[No Hero by E.W. Hornung]@TWC D-Link book
No Hero

CHAPTER II
12/15

There was no sign of my Etonian when I went upstairs.
As I dressed in my small low room, with its sloping ceiling of varnished wood, at the top of the house, I felt that after all I had learnt nothing really new respecting that disturbing young gentleman.

Quinby had already proved himself such an arrant gossip as to discount every word that he had said before I placed him in his proper type: it is one which I have encountered elsewhere, that of the middle-aged bachelor who will and must talk, and he had confessed his celibacy almost in his first breath; but a more pronounced specimen of the type I am in no hurry to meet again.

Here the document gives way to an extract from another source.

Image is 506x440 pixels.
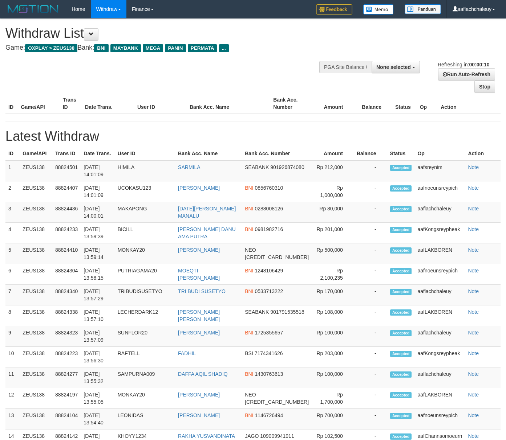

If, however, there was some comfort in the thought of his more than probable exaggerations, there was none at all in the knowledge that these would be, if they had not already been, poured into every tolerant ear in the place, if anything more freely than into mine.
I was somewhat late for dinner, but the scandalous couple were later still, and all the evening I saw nothing of them.

That, however, was greatly due to this fellow Quinby, whose determined offices one could hardly disdain after once accepting favours from him.

In the press after dinner I saw his ferret's face peering this way and that, a good head higher than any other, and the moment our eyes met he began elbowing his way toward me.